Tuesday, September 22, 2009

" 'Good Old Kerry' and All That Rot": Top Seven Favorite Fitzgerald Characters

To fit with the Fitzgerald theme, this week's list is all about my favorite Fitzgerald characters. Fitzgerald is responsible for creating some iconic American characters (Jay Gatsby, Tom Buchanan, Monroe Stahr, etc.), but he also gives life to charming secondary characters and over-earnest narrators as well. In this list, I will present my favorite Fitzgerald characters, the people with whom I'd love to party on someone's sloping green lawn. They're not necessarily his most complex or necessary creations, but they are all awesome in their own ways.

1. Kerry Holiday, from This Side of Paradise: Here's where this entry's title comes from. Kerry plays a very small role in this book as protagonist Amory Blaine's best friend at Princeton. The gray-eyed, humorous Kerry easily makes friends (all though its his "goodness" that keeps him from getting girls), but he is doomed from the very beginning. He only gets a handful of scenes and he's dead less than halfway through the book, but Kerry makes an impact on a lovelorn reader like myself. And he just so happens to be one of my biggest literary crushes.

2. Tom D'Invilliers, from This Side of Pardise: Tom is Amory's other best friend, and unlike Kerry, he actually gets to live through the entirety of the book. Tom's a lovesick, melodramatic poet when Amory first meets him, but by the end of the book, he's become a bit of a literary sell-out, more cynical and worldly than we ever could have imagined him at the novel's start. In my opinion, his character arc is as important as Amory's. And best of all, Tom is the author of the poem Fitzgerald quotes in the epigraph to The Great Gatsby. It's hilarious how often people mistake that poem and poet for reality.

3. Jordan Baker, from The Great Gatsby: Fitzgerald's most famous novel has an impressively small cast of characters, and Jordan originally appears to be one of the least important. This female professional golfer isn't necessarily likeable - she's rumored to be a cheater, she's surprisingly cynical, and the fact that she's friends with Daisy doesn't do her any favors. But damn if I don't like her spunk! And even more importantly, her doomed relationship with narrator Nick Carraway reveals the levels of disillusionment both characters experience in the face of Gatsby and the Buchanans' wealth. I think Jordan and Nick's break-up scenes is one of Fitzgerald's most poignant, and you can expect to see it quoted here later this week.

4. Cecelia Brady, from The Last Tycoon: It's a little hard to include a character whose book isn't even finished (Fitzgerald died less than halfway through), but I really like Cecelia. She sees everything as the narrator of Tycoon, carefully watching the rise of movie producer Monroe Stahr, and witnessing the obvious trap her father, another rich and successful producer, is clearly planning for him. In some of his notes for the novel, Fitzgerald maps out a tragic path for Cecelia that is even sadder in the wake of the book being left undone. Plus, Cecelia is a huge departure for Fitzgerald: a female narrator.

5. Burne Holiday, from This Side of Paradise: That's right. Another Holiday. Burne is Kerry's brother, and one of the few extremely rebellious Fitzgerald characters. A hard-core socialist, Burne starts some big trouble at Princeton and makes a very interesting foil to the laidback politics of students like Amory, who are more interested in the social aspects of education. Later in the novel, we find out that Burne has been missing for years after school, having possibly gone underground as a communist. You can't help but feel bad for the poor Holiday parents: one son killed in war and another missing on purpose. That is a 20th century tragedy.

6. Nick Carraway, from The Great Gatsby: Nick always makes me ridiculously sad. His disillusionment at the end of the book always strikes me as 20 times more tragic than Gatsby's extravagant life and death. He's just an over-eager Midwestern boy who thinks he finds friends and social stature and even a girlfriend on the East Coast, only to end up going back home damaged and alone. Nick is also a perfect narrator, seeing everything and affected by everything. A great creation that never gets enough credit.

7. Charlie Wales, from "Babylon Revisited": Charlie is hands-down Gatsby's most depressing (yet deserving of redemption) character. A recovering alcoholic and widow, Charlie goes to Paris to talk his in-laws into giving him custody of his daughter again. Charlie wanders lost around a city where he used to be king, now wanting nothing but his family back. This is considered Fitzgerald's best and most famous story, and it's a wholly deserved mantle. Charlie and his tale are absolutely devastating.


Happy Reading, everyone, and enjoy the rest of Fitzgerald Week!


What is being asked:
Search the entries below for the string "tail" and copy the lines that hold it.

Given records:

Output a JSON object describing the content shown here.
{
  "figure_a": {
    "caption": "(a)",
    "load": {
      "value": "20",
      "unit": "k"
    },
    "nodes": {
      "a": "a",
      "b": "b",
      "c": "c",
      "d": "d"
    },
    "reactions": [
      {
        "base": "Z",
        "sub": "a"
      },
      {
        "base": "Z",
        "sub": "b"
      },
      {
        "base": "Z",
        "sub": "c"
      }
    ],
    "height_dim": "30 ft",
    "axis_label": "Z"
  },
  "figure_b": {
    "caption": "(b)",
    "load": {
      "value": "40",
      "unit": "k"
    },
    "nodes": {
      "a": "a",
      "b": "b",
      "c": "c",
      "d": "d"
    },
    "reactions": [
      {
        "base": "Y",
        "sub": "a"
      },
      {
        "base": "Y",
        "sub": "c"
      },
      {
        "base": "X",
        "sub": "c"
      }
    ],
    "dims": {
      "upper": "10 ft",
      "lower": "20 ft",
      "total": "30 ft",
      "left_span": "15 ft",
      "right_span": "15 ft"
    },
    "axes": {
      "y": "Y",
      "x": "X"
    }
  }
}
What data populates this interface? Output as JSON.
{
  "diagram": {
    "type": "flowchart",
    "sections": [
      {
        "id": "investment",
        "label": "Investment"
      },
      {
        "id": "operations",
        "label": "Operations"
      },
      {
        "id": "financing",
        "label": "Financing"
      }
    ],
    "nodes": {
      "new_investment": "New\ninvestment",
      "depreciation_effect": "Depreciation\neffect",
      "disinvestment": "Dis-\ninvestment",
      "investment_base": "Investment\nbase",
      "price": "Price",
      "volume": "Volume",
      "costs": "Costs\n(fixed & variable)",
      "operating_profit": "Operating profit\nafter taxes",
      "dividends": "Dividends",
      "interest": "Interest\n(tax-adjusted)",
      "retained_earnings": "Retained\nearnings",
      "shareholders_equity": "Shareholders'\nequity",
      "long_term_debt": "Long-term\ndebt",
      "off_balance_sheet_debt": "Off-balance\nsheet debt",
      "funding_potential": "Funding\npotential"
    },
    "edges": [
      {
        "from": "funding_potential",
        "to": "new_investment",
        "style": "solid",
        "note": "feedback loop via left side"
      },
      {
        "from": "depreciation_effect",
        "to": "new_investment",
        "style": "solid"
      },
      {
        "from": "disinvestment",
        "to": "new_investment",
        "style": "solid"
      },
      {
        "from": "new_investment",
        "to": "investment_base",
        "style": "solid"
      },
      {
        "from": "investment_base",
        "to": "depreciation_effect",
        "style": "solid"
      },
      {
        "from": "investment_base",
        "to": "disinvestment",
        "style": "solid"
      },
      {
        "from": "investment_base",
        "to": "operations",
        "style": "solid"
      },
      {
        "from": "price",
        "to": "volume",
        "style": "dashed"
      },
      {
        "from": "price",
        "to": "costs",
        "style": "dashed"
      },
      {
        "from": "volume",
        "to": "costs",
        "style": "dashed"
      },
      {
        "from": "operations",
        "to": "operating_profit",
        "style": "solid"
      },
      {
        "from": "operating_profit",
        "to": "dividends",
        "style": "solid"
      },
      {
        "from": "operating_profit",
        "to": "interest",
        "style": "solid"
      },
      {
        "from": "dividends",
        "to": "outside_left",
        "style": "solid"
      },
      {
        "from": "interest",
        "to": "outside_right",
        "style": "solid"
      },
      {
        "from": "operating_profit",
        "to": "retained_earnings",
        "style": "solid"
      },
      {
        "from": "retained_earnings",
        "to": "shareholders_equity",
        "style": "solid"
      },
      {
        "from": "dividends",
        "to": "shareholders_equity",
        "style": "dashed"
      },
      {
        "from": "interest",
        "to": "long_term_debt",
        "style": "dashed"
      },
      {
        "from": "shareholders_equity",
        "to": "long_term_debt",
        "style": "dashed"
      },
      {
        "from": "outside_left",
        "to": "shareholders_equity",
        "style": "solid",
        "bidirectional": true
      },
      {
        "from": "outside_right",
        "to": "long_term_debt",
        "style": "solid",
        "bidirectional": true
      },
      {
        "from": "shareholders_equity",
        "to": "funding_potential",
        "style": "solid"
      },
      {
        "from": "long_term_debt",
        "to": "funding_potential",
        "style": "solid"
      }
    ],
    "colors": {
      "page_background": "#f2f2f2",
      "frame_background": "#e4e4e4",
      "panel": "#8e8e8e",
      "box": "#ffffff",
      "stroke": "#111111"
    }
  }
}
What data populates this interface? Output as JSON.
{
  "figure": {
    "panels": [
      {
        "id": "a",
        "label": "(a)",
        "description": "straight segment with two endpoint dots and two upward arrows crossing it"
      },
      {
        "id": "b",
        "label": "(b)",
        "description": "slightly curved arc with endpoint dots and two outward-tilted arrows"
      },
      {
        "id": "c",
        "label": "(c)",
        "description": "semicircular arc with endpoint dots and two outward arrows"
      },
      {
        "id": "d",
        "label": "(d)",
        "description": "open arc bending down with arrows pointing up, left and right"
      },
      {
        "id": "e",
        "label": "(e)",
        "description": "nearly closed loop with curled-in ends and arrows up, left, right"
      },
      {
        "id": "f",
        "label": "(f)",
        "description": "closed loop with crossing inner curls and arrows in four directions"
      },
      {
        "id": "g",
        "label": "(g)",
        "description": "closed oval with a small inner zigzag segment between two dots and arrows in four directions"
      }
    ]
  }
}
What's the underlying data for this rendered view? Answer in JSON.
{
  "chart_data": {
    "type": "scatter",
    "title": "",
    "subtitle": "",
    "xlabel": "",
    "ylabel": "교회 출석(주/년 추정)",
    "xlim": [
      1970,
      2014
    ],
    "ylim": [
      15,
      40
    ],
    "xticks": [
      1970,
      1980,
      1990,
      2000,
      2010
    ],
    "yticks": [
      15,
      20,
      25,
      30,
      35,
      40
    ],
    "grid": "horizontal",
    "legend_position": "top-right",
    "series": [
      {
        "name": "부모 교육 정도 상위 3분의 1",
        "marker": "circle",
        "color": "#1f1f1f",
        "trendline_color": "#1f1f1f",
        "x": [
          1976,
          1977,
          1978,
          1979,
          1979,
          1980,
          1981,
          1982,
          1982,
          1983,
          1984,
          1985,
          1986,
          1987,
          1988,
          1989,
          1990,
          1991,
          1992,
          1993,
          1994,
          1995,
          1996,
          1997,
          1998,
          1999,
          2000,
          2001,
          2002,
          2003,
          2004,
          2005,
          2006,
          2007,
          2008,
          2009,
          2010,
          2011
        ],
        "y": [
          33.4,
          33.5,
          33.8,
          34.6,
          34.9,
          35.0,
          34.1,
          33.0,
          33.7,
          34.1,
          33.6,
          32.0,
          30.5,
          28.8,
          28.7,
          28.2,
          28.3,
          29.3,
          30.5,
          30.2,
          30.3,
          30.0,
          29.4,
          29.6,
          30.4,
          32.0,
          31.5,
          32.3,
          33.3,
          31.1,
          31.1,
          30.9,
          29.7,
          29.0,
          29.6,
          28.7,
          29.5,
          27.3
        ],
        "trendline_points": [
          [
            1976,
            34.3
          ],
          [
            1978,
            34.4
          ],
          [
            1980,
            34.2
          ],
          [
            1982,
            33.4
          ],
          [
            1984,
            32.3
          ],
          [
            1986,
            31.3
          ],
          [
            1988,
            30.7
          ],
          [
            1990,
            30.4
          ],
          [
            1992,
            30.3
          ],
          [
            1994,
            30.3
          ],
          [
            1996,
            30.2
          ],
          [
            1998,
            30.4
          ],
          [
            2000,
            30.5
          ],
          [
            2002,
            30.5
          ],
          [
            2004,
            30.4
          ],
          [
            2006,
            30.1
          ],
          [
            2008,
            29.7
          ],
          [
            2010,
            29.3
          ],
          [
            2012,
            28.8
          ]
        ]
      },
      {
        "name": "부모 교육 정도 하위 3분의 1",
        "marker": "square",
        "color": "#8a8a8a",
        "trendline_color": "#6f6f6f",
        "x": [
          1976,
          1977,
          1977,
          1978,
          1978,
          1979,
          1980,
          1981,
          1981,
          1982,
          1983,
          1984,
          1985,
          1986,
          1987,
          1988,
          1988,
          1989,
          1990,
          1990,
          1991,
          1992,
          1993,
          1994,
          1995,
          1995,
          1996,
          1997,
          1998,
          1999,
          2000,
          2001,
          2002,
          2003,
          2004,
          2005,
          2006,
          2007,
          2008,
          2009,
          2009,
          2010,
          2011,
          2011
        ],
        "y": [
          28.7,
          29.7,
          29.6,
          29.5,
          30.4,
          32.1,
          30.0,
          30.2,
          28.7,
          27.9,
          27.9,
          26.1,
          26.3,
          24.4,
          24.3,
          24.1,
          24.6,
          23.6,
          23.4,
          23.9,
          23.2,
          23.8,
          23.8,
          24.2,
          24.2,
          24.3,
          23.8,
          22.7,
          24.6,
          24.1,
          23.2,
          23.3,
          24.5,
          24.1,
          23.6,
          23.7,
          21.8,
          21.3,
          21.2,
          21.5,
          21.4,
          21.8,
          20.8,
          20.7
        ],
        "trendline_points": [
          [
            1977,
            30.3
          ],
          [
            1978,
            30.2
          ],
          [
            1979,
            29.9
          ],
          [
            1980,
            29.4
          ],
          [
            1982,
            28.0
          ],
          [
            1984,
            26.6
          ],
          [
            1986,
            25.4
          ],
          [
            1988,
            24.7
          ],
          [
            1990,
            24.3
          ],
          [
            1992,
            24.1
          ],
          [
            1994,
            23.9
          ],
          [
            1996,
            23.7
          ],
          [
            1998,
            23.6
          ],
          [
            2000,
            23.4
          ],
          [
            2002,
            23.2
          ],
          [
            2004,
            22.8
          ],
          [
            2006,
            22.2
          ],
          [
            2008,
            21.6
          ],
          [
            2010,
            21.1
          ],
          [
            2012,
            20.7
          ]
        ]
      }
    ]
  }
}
---
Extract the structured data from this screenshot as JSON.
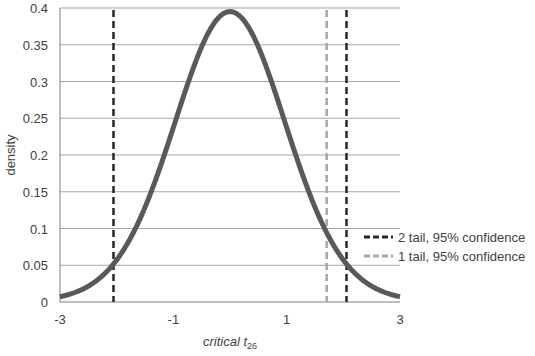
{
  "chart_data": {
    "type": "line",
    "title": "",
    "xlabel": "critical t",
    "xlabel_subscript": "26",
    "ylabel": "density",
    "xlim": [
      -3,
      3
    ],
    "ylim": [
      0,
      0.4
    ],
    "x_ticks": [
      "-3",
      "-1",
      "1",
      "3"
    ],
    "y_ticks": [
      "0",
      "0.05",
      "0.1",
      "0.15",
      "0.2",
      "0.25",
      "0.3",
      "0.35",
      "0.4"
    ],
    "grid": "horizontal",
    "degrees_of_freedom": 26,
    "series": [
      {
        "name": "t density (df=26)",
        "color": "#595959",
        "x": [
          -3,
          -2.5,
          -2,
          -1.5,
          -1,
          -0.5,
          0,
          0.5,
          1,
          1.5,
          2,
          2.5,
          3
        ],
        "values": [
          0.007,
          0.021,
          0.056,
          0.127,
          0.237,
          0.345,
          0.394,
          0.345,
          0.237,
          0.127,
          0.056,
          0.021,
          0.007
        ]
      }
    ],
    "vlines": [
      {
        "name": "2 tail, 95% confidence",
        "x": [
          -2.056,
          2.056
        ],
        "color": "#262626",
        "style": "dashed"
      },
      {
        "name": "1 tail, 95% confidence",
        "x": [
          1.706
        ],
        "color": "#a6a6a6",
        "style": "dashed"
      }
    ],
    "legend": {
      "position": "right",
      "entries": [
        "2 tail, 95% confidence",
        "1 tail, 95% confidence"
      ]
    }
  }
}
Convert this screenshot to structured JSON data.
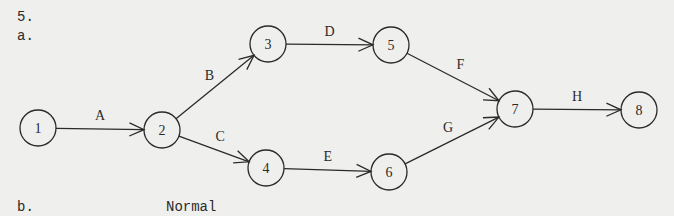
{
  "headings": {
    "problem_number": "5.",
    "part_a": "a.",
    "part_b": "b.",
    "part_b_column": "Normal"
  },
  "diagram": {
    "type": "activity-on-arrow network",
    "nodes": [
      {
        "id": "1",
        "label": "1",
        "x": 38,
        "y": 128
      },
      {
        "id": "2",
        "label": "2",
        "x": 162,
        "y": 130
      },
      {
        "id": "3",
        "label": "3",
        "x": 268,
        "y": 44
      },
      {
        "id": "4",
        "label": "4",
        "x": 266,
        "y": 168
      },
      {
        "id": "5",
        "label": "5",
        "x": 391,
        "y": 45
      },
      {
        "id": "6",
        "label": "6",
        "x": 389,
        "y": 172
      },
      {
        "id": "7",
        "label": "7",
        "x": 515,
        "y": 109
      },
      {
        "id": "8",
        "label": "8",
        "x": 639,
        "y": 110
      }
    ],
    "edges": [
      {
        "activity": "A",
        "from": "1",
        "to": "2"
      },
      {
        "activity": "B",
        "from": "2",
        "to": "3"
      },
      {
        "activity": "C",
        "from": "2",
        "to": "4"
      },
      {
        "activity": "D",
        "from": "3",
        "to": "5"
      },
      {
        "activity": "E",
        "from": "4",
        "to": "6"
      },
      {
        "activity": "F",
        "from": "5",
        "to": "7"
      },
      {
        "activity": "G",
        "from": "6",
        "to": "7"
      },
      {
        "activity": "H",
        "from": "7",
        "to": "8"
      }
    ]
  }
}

Response to the exercise:
        "name": "2 tail, 95% confidence",
        "name": "1 tail, 95% confidence",
        "2 tail, 95% confidence",
        "1 tail, 95% confidence"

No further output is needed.